State Launches Probe Of Kaiser Transplant Program

Follow-Up

Anna Werner
Reporting

(CBS 5) SAN FRANCISCO State regulators confirmed Wednesday that they have launched an investigation into Kaiser Permanente's kidney transplant program after a CBS 5 investigation uncovered numerous accusations of disorganization and delays that may have affected patients' health.

"We do take these types of allegations very seriously," said Lynne Randolph with the State's Department of Managed Health Care. "Certainly it doesn't sound like the program was doing what it was intended to do."

That's the state's reaction to problems with Kaiser's kidney transplant program first reported by CBS 5 Investigates.

When Kaiser started its transplant program in 2004, the HMO said it would perform kidney transplants for the some 2,000 Kaiser patients on the waiting list, instead of sending patients to other hospitals as in the past.

But patients like Corra Mayo think their care was delayed.

"It's going on seven, eight years," she says.

And CBS 5 Investigates found insiders are also concerned: one doctor, Dr. James Chon, sent a 12-page letter to Kaiser's physician-in-chief detailing problems he saw in the program, including "numerous resignations" and other internal issues, which the doctor called "very serious and potentially explosive problems."

The center is disorganized, says David Merlin, a former program administrator. He says the problems include "not getting timely appointments, not getting call-backs, not getting prescriptions refilled, not getting surgery scheduled promptly."

Merlin believes the result is transplant patients get lost in the shuffle.

"Those patients were not contacted for long periods of time," he said.

CBS 5 asked if he was alleging that these people were neglected and that patients may have suffered harm as a result. His answer: "I think negligence is the appropriate term."

And now a CBS 5 analysis of national transplant data suggests even more troubling results: in 2005 when Kaiser performed 56 transplants successfully, more than twice as many people -- 116 -- died waiting on the transplant list.

The exact opposite occurred for kidney transplant patients statewide; more than 1,800 received transplants successfully, but only 866 died, less than half.

And the number of transplants completed at Kaiser also was low compared to state averages: less than 3 percent of people on Kaiser's waiting list got transplants compared to an average 12 percent of people on other lists statewide.

"That isn't a complete look at the process," says Kaiser San Francisco executive Mike Alexander.

Alexander disputes the numbers and says the program is doing well.

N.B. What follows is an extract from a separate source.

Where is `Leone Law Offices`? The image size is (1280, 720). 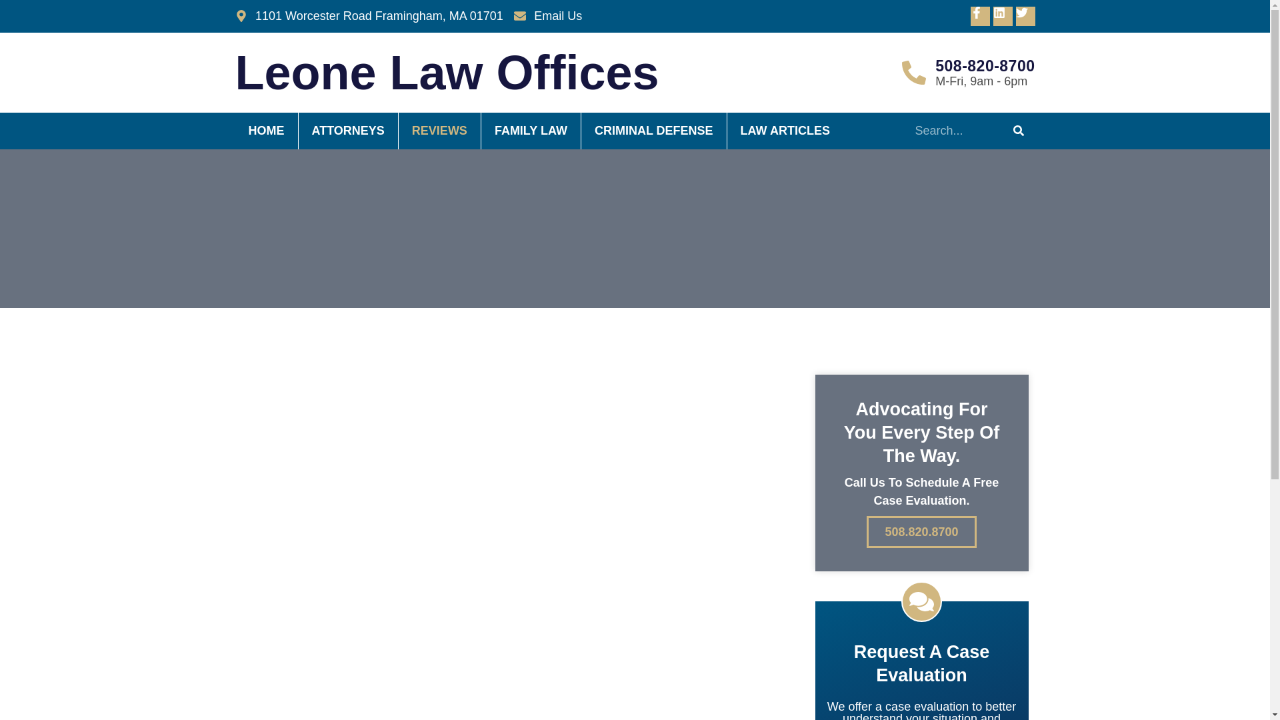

CBS 5: "Are you absolutely convinced that in the switchover of the program that there are not patients who may have suffered harm or death because of waiting?"

Alexander: "I personally don't know of any patient that occurred to."

But Merlin believes the problems are urgent, "This problem needs to be fixed now, today. Either slow the program or shut it down."

Randolph agrees, "That is very serious, and that is why we are moving as quickly as we possibly can."